The most convincing part of Eric Hirshberg’s new single “Less Important Things” is not its broad theme, even though that theme is relatable. It is the detail. A house built to “withstand a riot” that suddenly feels too quiet tells us plenty about parenthood without needing a grand explanation.


Hirshberg’s latest release, which previews his forthcoming album More Is Not The Answer, centers on the empty nest and the emotional recalibration that follows. It is a well-worn subject in life, but slightly less common in contemporary songwriting, at least with this level of directness. Hirshberg approaches it with the perspective of someone who has reached the moment and is still figuring out what to do with it.


The song opens up the strange contradiction of raising children: the goal is to help them leave, yet their leaving can feel like an emotional rupture. That contradiction is familiar, but Hirshberg does not flatten it into a simple lesson.
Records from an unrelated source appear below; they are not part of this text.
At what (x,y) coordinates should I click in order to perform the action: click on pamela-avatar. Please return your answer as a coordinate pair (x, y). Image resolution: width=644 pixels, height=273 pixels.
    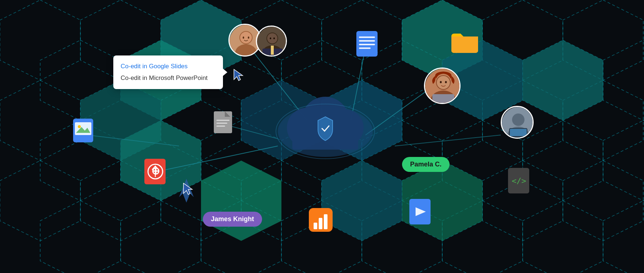
    Looking at the image, I should click on (442, 86). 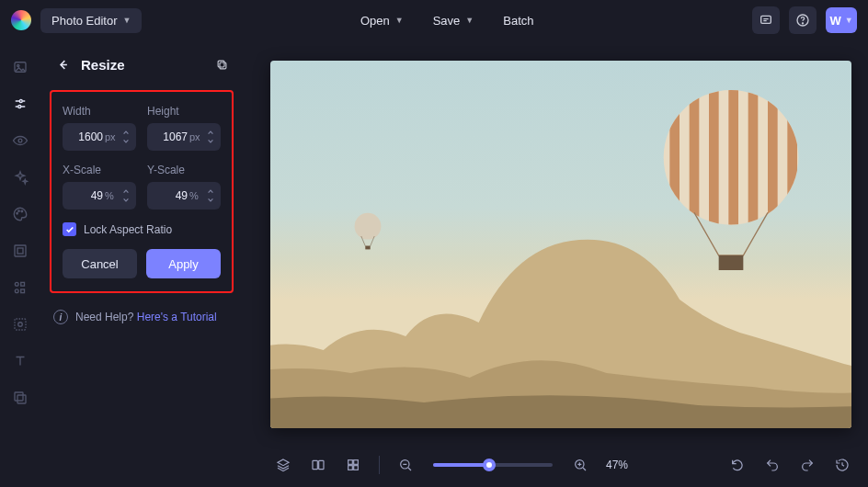 What do you see at coordinates (20, 214) in the screenshot?
I see `rail-paint-button` at bounding box center [20, 214].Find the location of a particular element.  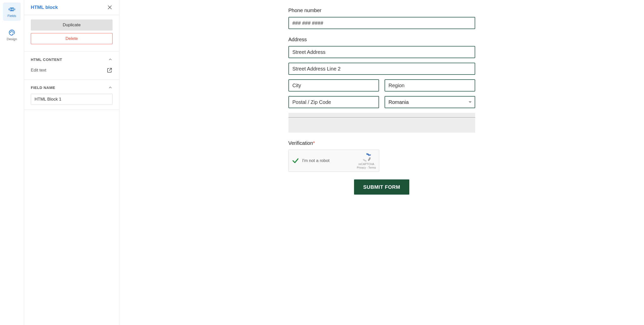

city-input is located at coordinates (334, 85).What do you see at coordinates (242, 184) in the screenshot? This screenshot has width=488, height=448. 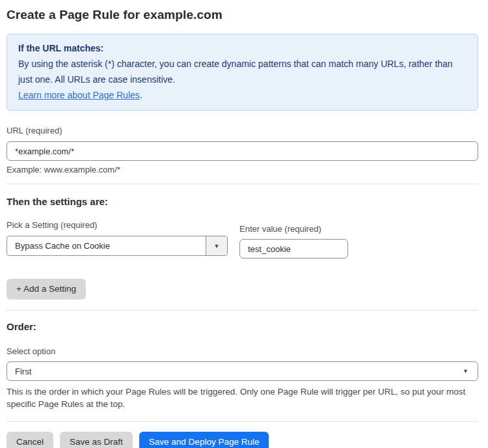 I see `divider-after-url` at bounding box center [242, 184].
The song leaves room for pride, loss, relief, and bewilderment to sit beside each other.


His quote about the song helps frame it: “It is a love song to the journey of parenthood and the bittersweetness of letting go,” he says. “You spend years building your life around the noise, chaos, and rhythm of raising kids, and then one day the house gets quiet in a way you were never really prepared for.” The track itself carries that same plainspoken quality. It is reflective without sounding overly polished.


Vocally, Hirshberg sounds best when he lets the lines unfold naturally. He has a songwriter’s instinct for emotional clarity, and on “Less Important Things,” that clarity is strongest when he resists the urge to underline the point. The performance feels intimate, as though he is speaking to someone who already understands the stakes.



The instrumentation is understated but not empty. There is enough musical movement to give the song shape, but the arrangement does not crowd the lyric. That balance has become a meaningful part of Hirshberg’s recent work: songs that reach for scale while staying rooted in direct human feeling.


The in-studio video makes the same argument visually. By placing Hirshberg and his band in a close performance setting, the video avoids the temptation to literalize the song with images of family life or staged nostalgia. It keeps the viewer in the room with the musicians, which feels right for a song that depends on presence and restraint.


“Less Important Things” also adds a useful new layer to the developing picture of More Is Not The Answer. The title track and other recent singles have suggested an album concerned with the cost of noise, excess, and disconnection. This song shifts that inquiry toward family, where the question of what matters is both simpler and harder.


Hirshberg’s unusual professional history gives that question additional texture. As a former CEO of Activision and former leader at Deutsch LA, he has lived inside industries built around attention, impact, and scale. His current songwriting often seems interested in what remains when those metrics fall away. “Less Important Things” answers that in personal terms: children, home, memory, love.


It is a quiet song, but it earns that quiet. Hirshberg does not present the empty nest as a crisis to solve. He presents it as a room one has to learn how to stand in.